Five people booked in Gonda for allegedly defrauding investors of ₹1.08 crore through monthly return promises and a digital coin scheme called TLC 2.0.

UP Police Probe ₹1.08 Crore Fraud Linked to Digital Coin Promises

The420 Web Correspondent
5 Min Read

Police in Uttar Pradesh’s Gonda district have registered a case against five people accused of defrauding seven investors of ₹1.08 crore. The scheme combined promises of monthly returns with a purported digital coin windfall. The FIR was filed at Karnailganj Police Station.

Investigators have now begun tracing bank accounts, digital transactions and call records to establish how widely the alleged network operated.

A Pitch Built on Monthly Returns and a Future Coin

According to the complaint, Rajneesh Roshan, a Lucknow resident, introduced the seven investors to a scheme built around a company called Vodvo. He promised monthly returns of 5 to 6 percent, along with an eventual windfall from a digital coin called TLC 2.0, which investors were told would someday be worth lakhs of rupees.

Investors were directed to deposit money into the account of Captor Money Solution Private Limited. He reportedly showed them online records listing Shilpi Singh and Deepak Kumar as the company’s directors.

The amounts involved varied sharply across the seven complainants. Baikunth Kumar alone deposited ₹54.60 lakh and Gufran ₹37 lakh, while smaller sums ranging from ₹2.10 lakh to ₹7 lakh came from the remaining investors, together totalling ₹1.08 crore.

Police say the group initially received small interest payments, a pattern common to schemes designed to build confidence before the returns stop altogether. Payments eventually ceased, and those running the company stopped responding to calls, according to the complaint.

Investors further allege that Rajneesh Roshan warned that anyone pursuing the matter with Chauhan could face threats. Police are now examining this allegation alongside the financial evidence.

Trust Borrowed From a Local Reputation

Part of what allowed the scheme to gain traction, according to the complaint, was its proximity to a recognisable local figure. Investors say their confidence in the scheme grew because Shilpi Singh, listed as a company director, is the wife of Rahul Singh Chauhan, a local social worker.

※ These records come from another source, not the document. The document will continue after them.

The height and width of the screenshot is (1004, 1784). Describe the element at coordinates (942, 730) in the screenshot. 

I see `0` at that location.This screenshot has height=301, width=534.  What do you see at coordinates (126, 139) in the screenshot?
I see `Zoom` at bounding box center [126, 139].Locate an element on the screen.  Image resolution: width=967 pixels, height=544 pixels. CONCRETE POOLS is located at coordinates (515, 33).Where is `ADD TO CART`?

This pattern recurs across many of India’s regional investment frauds. Schemes lean on an existing community reputation rather than any independent financial credential, substituting personal trust for the regulatory verification that a genuine investment vehicle would require.

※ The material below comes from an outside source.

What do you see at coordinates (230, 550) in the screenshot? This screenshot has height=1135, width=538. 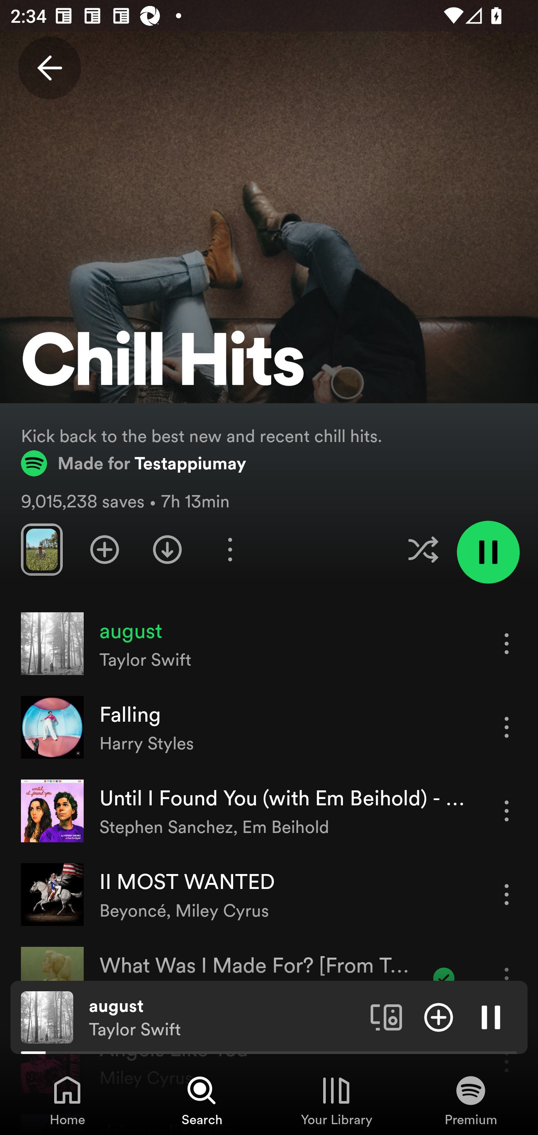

A Coin With a Troubled National History

The TLC 2.0 name attached to this case is not new to Indian investigators. Coins branded Trillioner or TLC have surfaced repeatedly in a much larger, ongoing probe into a multi-level marketing and forex trading network that expanded into cryptocurrency. That larger network has drawn scrutiny from the Enforcement Directorate over alleged fund flows running into hundreds of crores, along with asset attachments under anti-money-laundering law.

Whether the Gonda case has any direct link to that larger network remains unconfirmed. But the recurrence of the same coin branding across unrelated regional complaints suggests a pattern: local operators borrowing the credibility of a nationally circulated crypto pitch to sell what is, at the ground level, a standard Ponzi-style promise of fixed monthly returns.

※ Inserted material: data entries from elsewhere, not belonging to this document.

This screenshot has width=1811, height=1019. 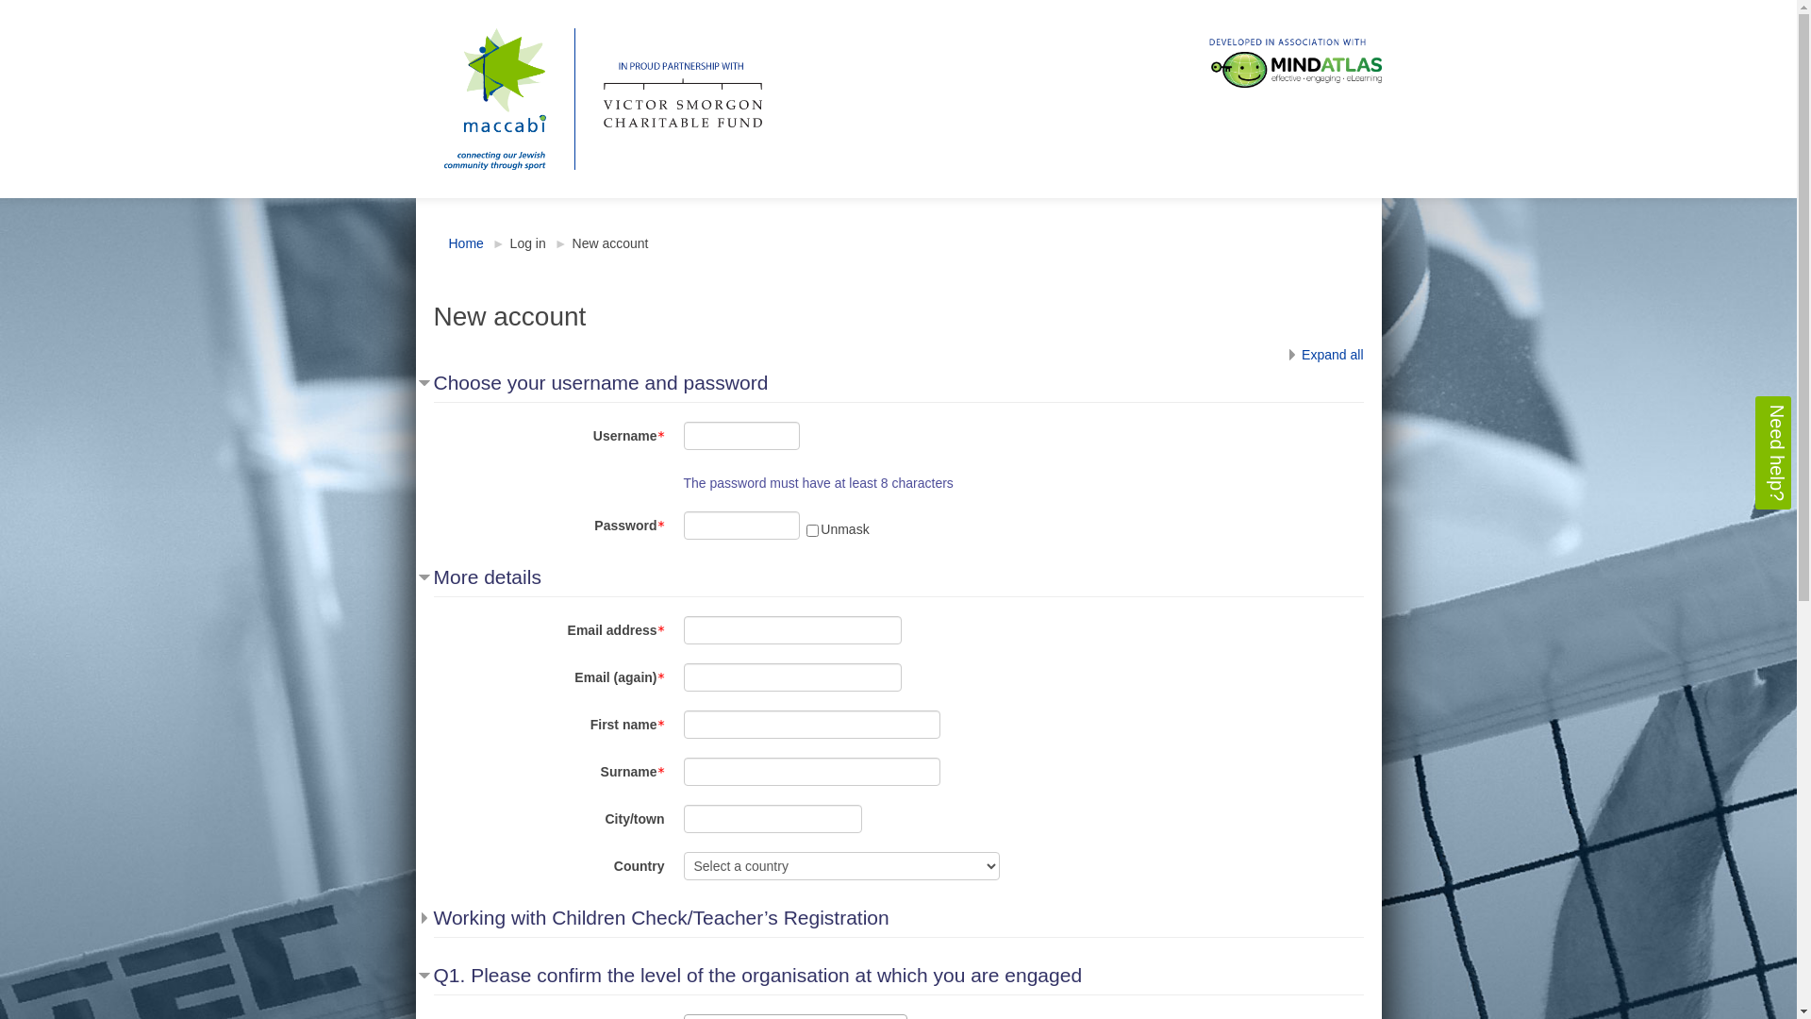 I want to click on Required field, so click(x=660, y=725).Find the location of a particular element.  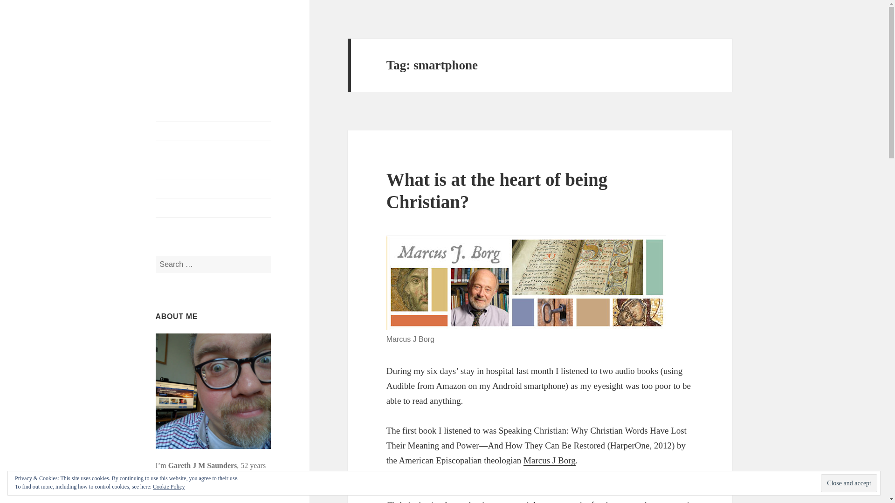

About is located at coordinates (213, 151).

What Investigators Are Watching For

Police say the current investigation is examining bank statements, mobile call records, digital transaction logs and company documents. The goal is to trace how the ₹1.08 crore moved and whether additional investors were targeted through the same network.

Officials have also indicated the probe may widen if evidence emerges connecting the scheme to overseas fund transfers or international financial networks. This possibility is consistent with the offshore routing seen in comparable forex and crypto-linked fraud cases elsewhere in the state.

For now, the allegations remain under investigation, with no conclusions yet reached. The case adds to a growing list of Uttar Pradesh prosecutions in which digital coin schemes, dressed in the language of high-tech finance, have collapsed into conventional Ponzi structures once new investor money stopped flowing in.